A promise made twenty-eight years ago calls seven adults to reunite in Derry, Maine, where as teenagers they battled an evil creature that preyed on the city’s children. Unsure that their Losers Club had vanquished the creature all those years ago, the seven had vowed to return to Derry if IT should ever reappear. Now, children are being murdered again and their repressed memories of that summer return as they prepare to do battle with the monster lurking in Derry’s sewers once more.
Авторы: King Stephen Edwin
like marks of guilt.
‘Well? I’m waiting.’ He tossed the bloody towel back over the rod.
There was blood . . . blood everywhere . . . and her father didn’t see it.
‘Daddy — ‘ She had no idea what might have come next, but her father interrupted her.
‘I worry about you,’ Al Marsh said. ‘I don’t think you’re ever going to grow up, Beverly. You go out running around, you don’t do hardly any of the housework around here, you can’t cook, you can’t sew. Half the time you’re off on a cloud someplace with your nose stuck in a book and the other half you’ve got vapors and megrims. I worry.’
His hand suddenly swung and spatted painfully against her buttocks. She uttered a cry, her eyes fixed on his. There was a tiny stipple of blood caught in his bushy right eyebrow. If Ilook at that long enough I’ll just go crazy and none of this will matter, she thought dimly.
‘I worry a lot,’ he said, and hit her again, harder, on the arm above the elbow. That arm cried out and then seemed to go to sleep. She would have a spreading yellowish-purple bruise there the next day.
‘An awful lot,’ he said, and punched her in the stomach. He pulled the punch at the last second, and Beverly lost only half of her air. S he doubled over, gasping, tears starting in her eyes. Her father looked at her impassively. He shoved his bloody hands in the pockets of his trousers.
‘You got to grow up, Beverly,’ he said, and now his voice was kind and forgiving. ‘Isn’t that so?’
She nodded. Her head throbbed. She cried, but silently. If she sobbed aloud — started what her father called ‘that baby whining ‘ — he might go to work on her in earnest. Al Marsh had lived his entire life in Derry and told people who asked (and sometimes those who did not) that he intended to be buried here — hopefully at the age of one hundred and ten. ‘No reason why I shouldn’t live forever,’ he sometimes told Roger Aurlette, who cut his hair once each month. ‘I have no vices.’
‘Now explain yourself,’ he said, ‘and make it quick.’
‘There was — ‘ She swallowed and it hurt because there was no moisture in her throat, none at all. ‘There was a spider. A big fat black spider. It . . . it crawled out of the drain and I . . . I guess it crawled back down.’
‘Oh\’ He smiled a little at her now, as if pleased by this explanation. ‘Was that it? Damn! If you’d told me, Beverly, I never would have hit you. All girls are scared of spiders. Sam Hill! Why didn’t you speak up?’
He bent over the drain and she had to bite her lip to keep from crying out a warning . . . and some other voice spoke deep inside her, some terrible voice which could not have been a part of her; surely it was the voice of the devil himself: Let it get him, if it wants him. Let itpull him down. Good-fucking-riddance.
She turned away from that voice in horror. To allow such a thought to stay for even a moment in her head would surely damn her to hell.
He peered into the eye of the drain. His hands squelched in the blood on the rim of the basin. Beverly fought grimly with her gorge. Her belly ached where her dad had hit her.
‘Don’t see a thing,’ he said. ‘All these buildings are old, Bev. Got drains the size of freeways, you know it? When I was janitorin down in the old high school, we used to get drowned rats in the toilet bowls once in awhile. It drove the girls crazy.’ He laughed fondly at the thought of such female vapors and megrims. ‘Mostly when the Kenduskeag was high. Less wildlife in the pipes since they put in the new drain system, though.’
He put an arm around her and hugged her.
‘Look. You go to bed and don’t think about it anymore. Okay?’
She felt her love for him. I never hit you when you didn’t deserve it, Beverly, he told her once when she had cried out that some punishment had been unfair. And surely that had to be true, because he was capable of love. Sometimes he would spend a whole day with her, showing her how to do things or just telling her stuff or walking around town with her, and when he was kind like that she thought her heart would swell with happiness until it killed her. She loved him, and tried to understand that he had to correct her often because it was (as he said) his God-given job. Daughters, Al Marsh said, need more correction than sons. He had no sons, and she felt vaguely as if that might be partly her fault as well.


Your objective: Every record below must be copied exactly, with images dropped.

Text-to-region grounding data
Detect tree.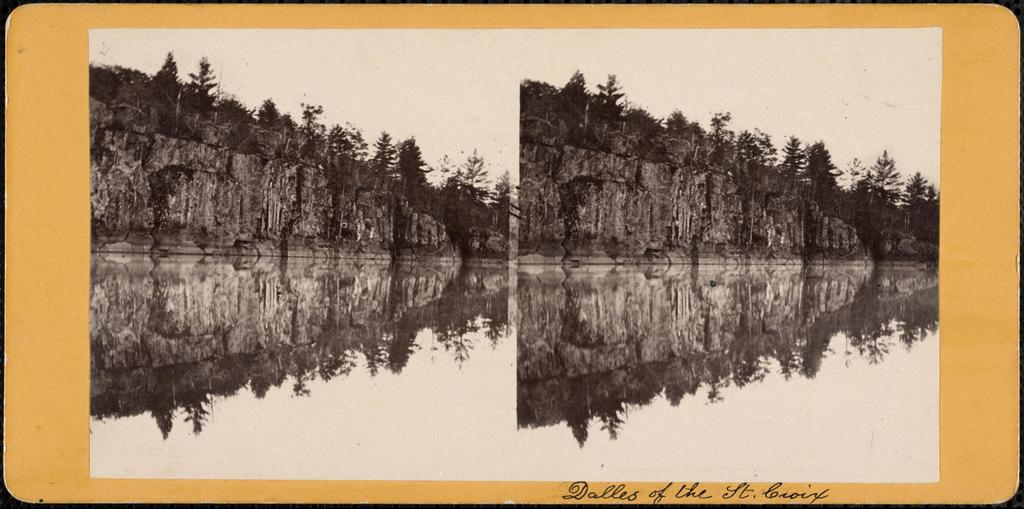
Detected at (856,150,908,211).
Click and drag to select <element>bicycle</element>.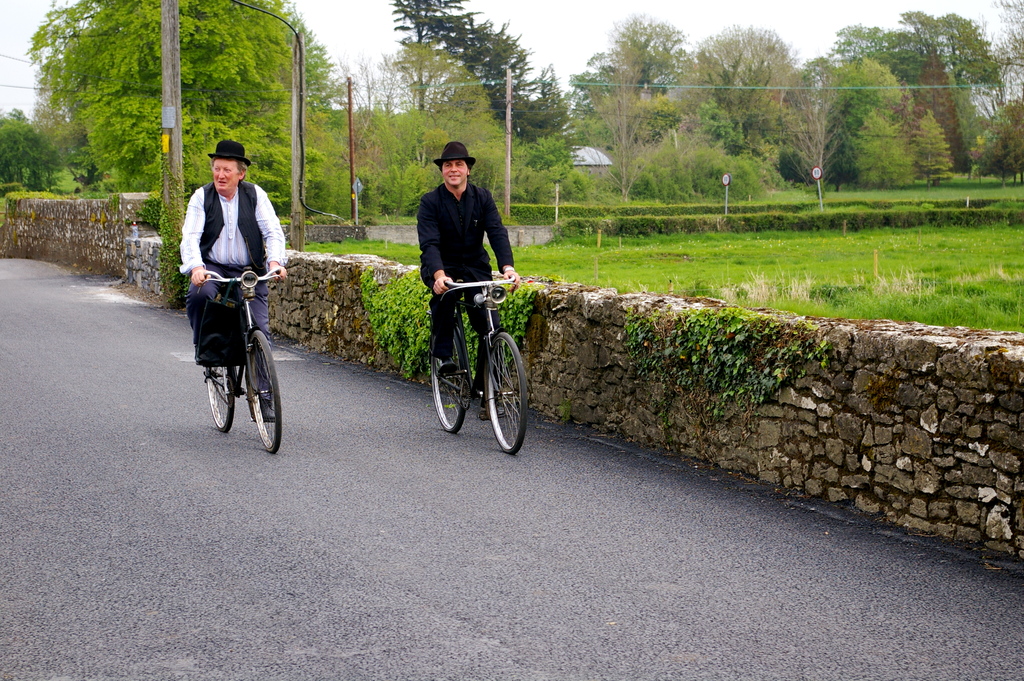
Selection: locate(427, 276, 528, 464).
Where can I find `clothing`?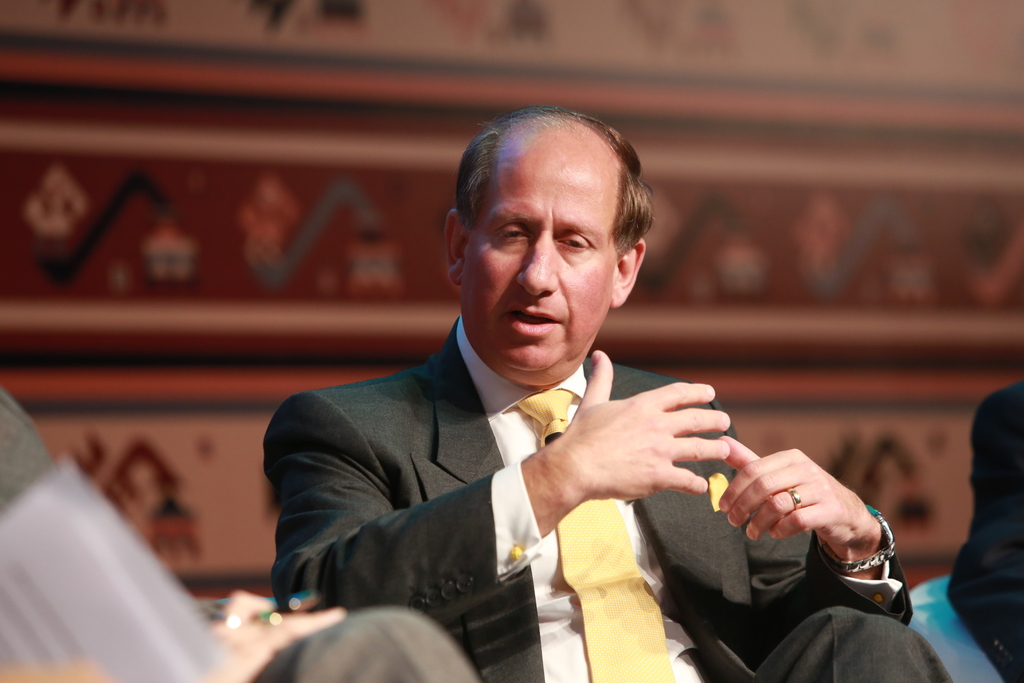
You can find it at Rect(268, 329, 948, 682).
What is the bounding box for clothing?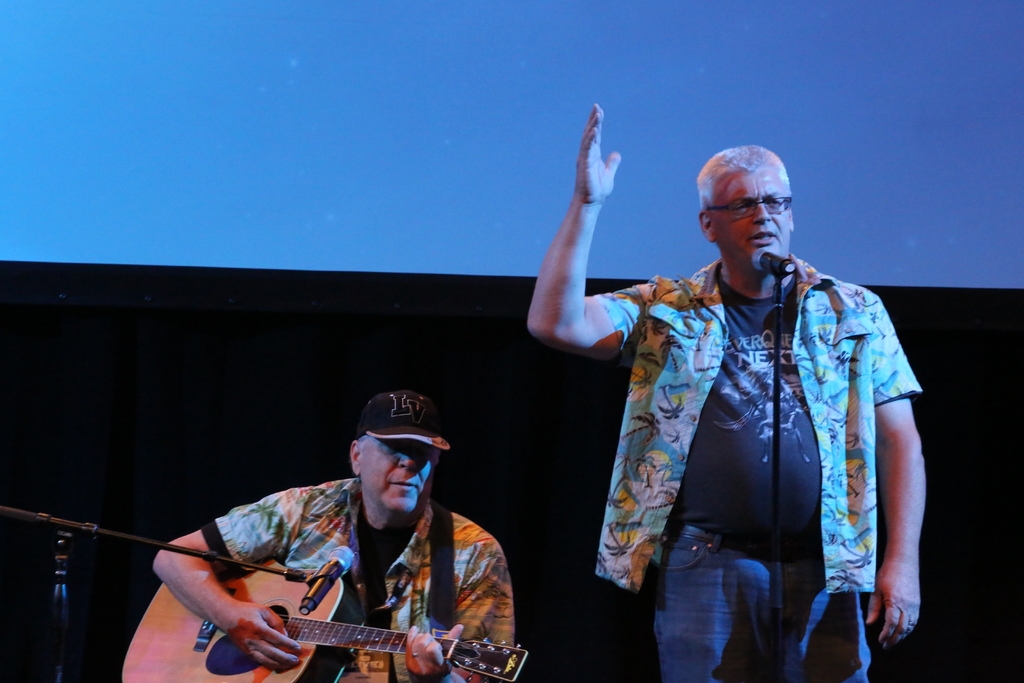
Rect(566, 193, 932, 668).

Task result:
Detect tree.
Detected at (856,150,908,211).
Click and drag to select <element>bicycle</element>.
Selection: locate(427, 276, 528, 464).
Where can I find `clothing`?
You can find it at Rect(268, 329, 948, 682).
What is the bounding box for clothing?
Rect(566, 193, 932, 668).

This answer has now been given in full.